● SOURCE DATA
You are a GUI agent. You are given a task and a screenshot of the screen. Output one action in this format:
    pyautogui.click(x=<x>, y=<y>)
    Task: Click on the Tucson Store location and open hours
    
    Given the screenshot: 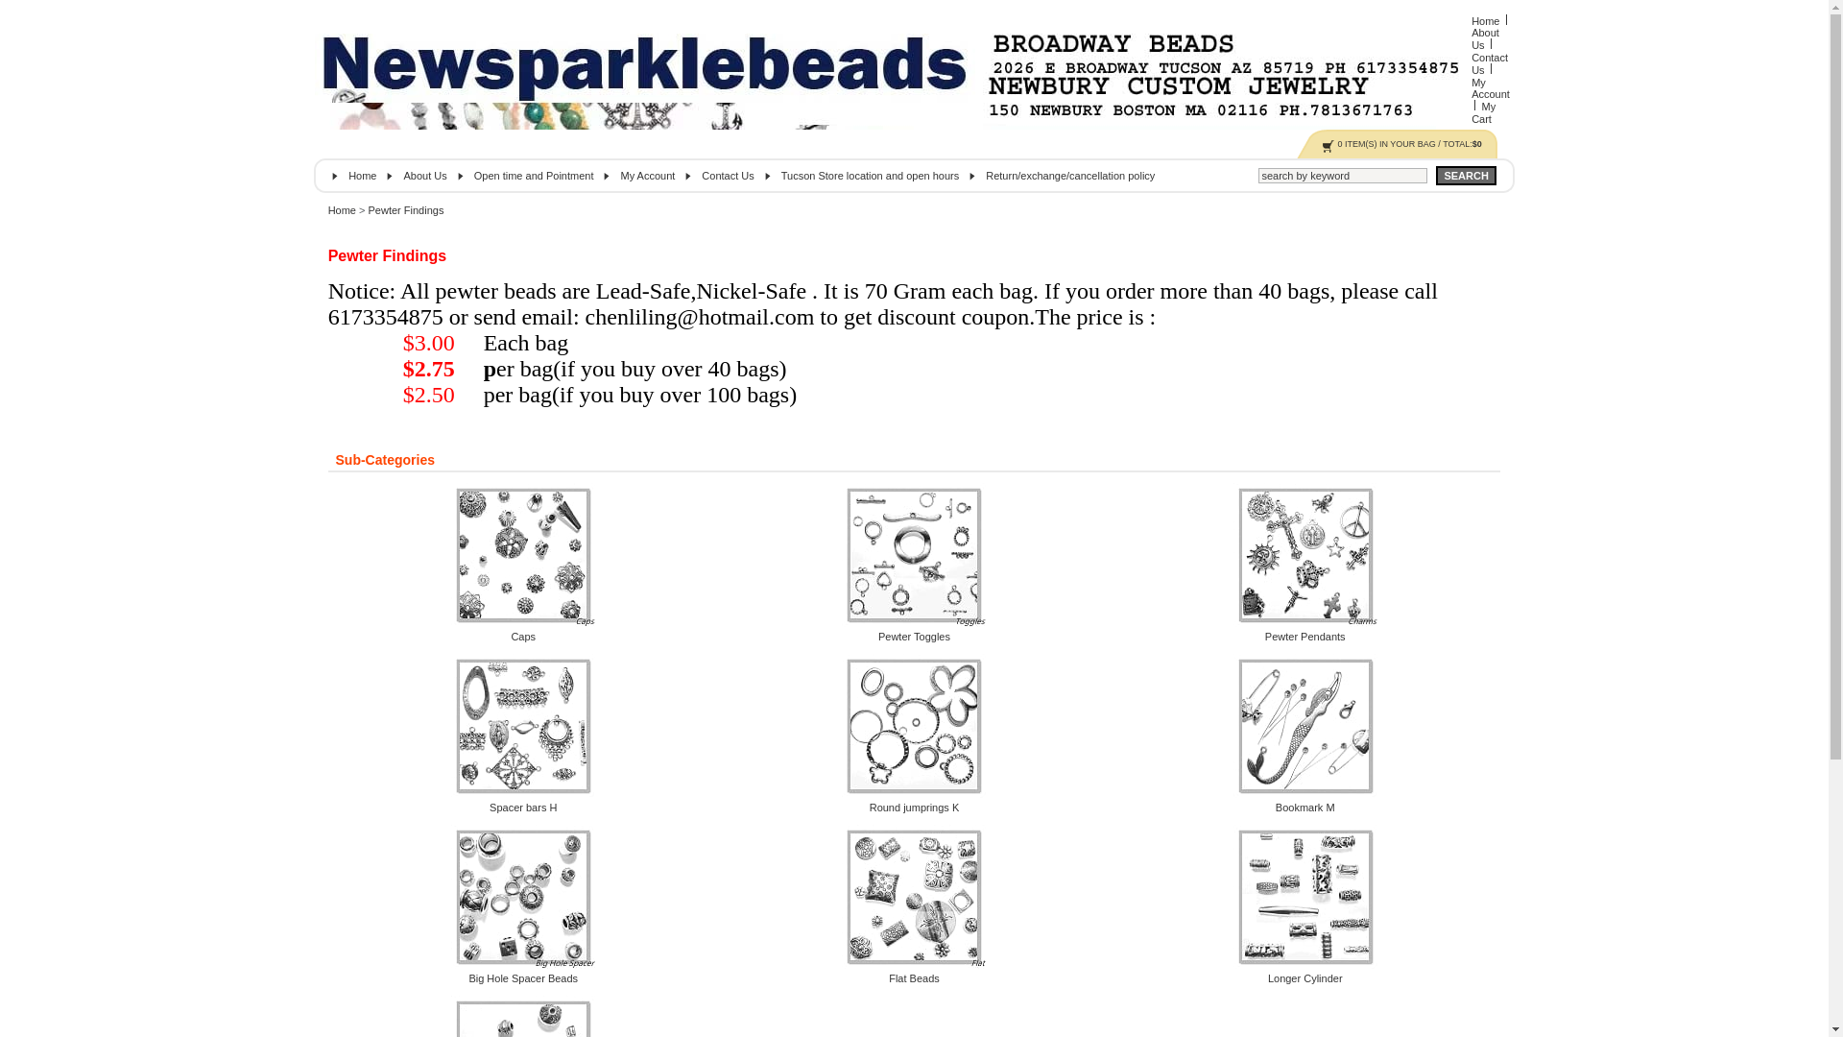 What is the action you would take?
    pyautogui.click(x=871, y=176)
    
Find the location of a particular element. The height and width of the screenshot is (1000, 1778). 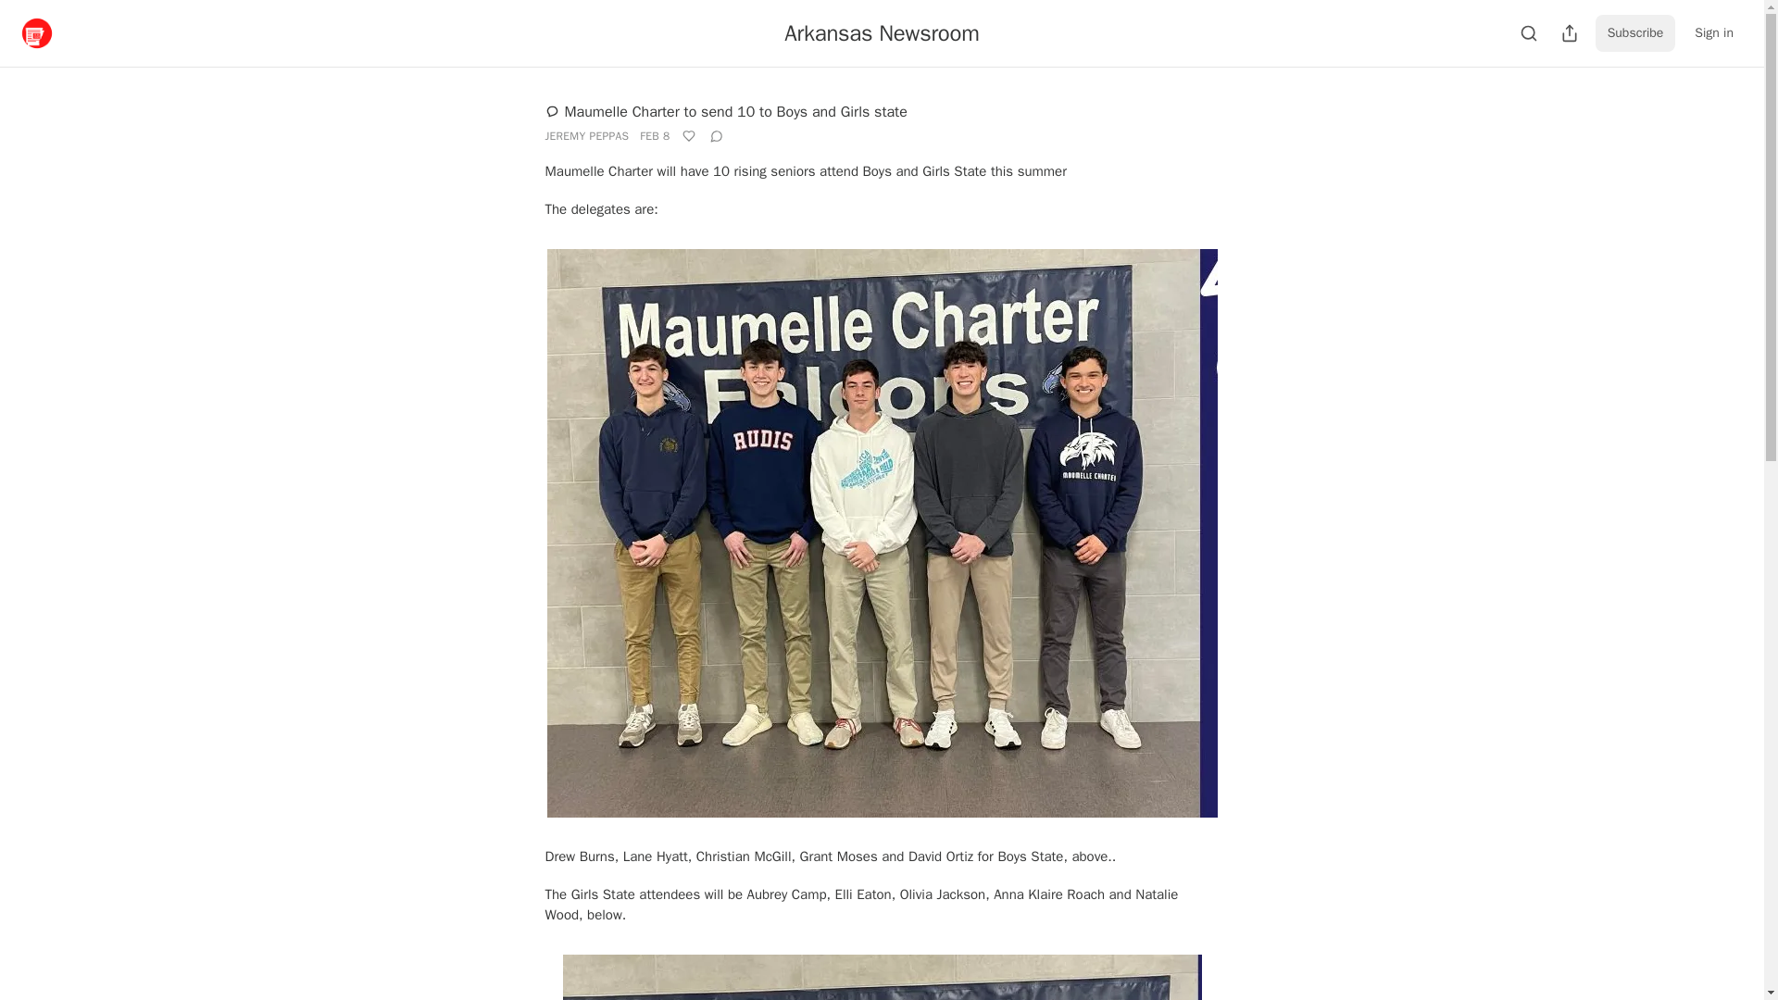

● PROBLEM STATEMENT
Write down exactly every line of the material above up to and including the line containing "Task: Click on".

● PROBLEM SOLUTION
You are a GUI agent. You are given a task and a screenshot of the screen. Output one action in this format:
    pyautogui.click(x=<x>, y=<y>)
    Task: Click on the Tucson Store location and open hours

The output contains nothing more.